Yeah, I know, I probably read too many books.
And probably WAY too many books about number two.
But it's all important, okay? So I finish, flush, wash my lands, and then stare in the mirror and start popping zits. I'm all quiet and concentrating when I hear this weird noise coming from the other side of the wall.
That's the girls' bathroom.
And I hear that weird noise again.
Do you want to know what it sounds like?
It sounds like this:
ARGGHHHHHHHHSSSSSPPPPPPGGGHHHHHHH
AAAAAARGHHHHHHHHHHAGGGGHH!
It sounds like somebody is vomiting.
Nope.
It sounds like a 747 is landing on a runway of vomit.
I'm planning on heading back to the classroom for more scintillating lessons from the
history teacher. But then I hear that noise again.
ARGGGHHHHHHHHSGHHSLLLSKSSSHHSDKFDJSABCDEFGHIJKLMNOPQRST
UVWXYZ!
Okay, so somebody might have the flu or something.
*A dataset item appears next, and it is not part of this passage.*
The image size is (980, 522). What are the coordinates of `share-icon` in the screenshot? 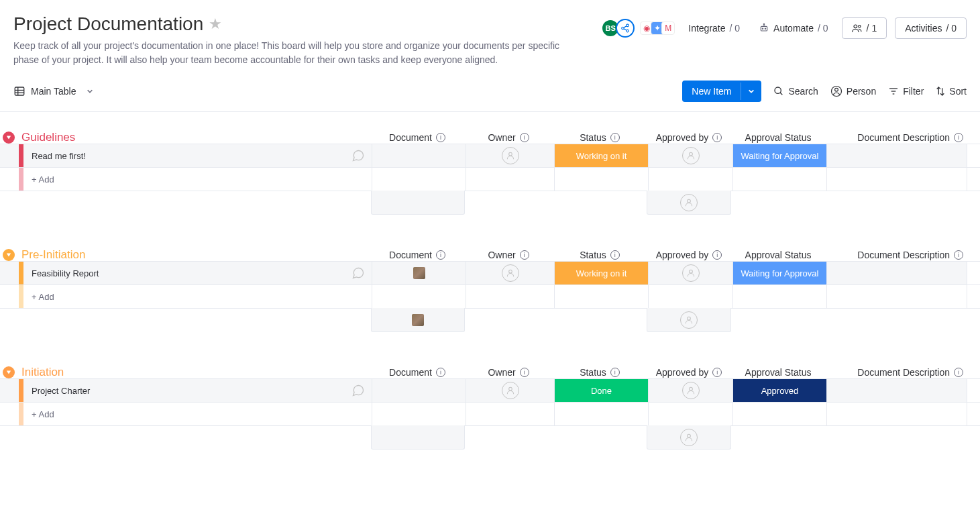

Maybe they're having, like, kidney
failure in there. I can't walk away.
So I knock on the door. The girls' bathroom door.
"Hey," I say. "Are you okay in there?"
"Go away!"
It's a girl, which makes sense, since it is the girls' bathroom
"Do you want me to get a teacher or something?" I ask through the bathroom door.
"I said, GO AWAY!"
I'm not dumb. I can pick up on subtle clues.
So I walk away, but something pulls me back. I don't know what it is. If you're romantic, you might think it was destiny.
So destiny and me lean against the wall and wait.
The vomiter will eventually have to come out of the bathroom, and then I'll know that
she's okay.
And pretty soon, she does come out.
And it is the lovely Penelope, and she's chomping hard on cinnamon gum. She'd
obviously tried to cover the smell of vomit with the biggest piece of cinnamon gum in the world.
But it doesn't work. She just smells like somebody vomited on a big old cinnamon tree.
"What are you looking at?" she asks me.
"I'm looking at an anorexic," I say.
A really HOT anorexic, I want to add, but I don't.
"I'm not anorexic," she says. "I'm bulimic."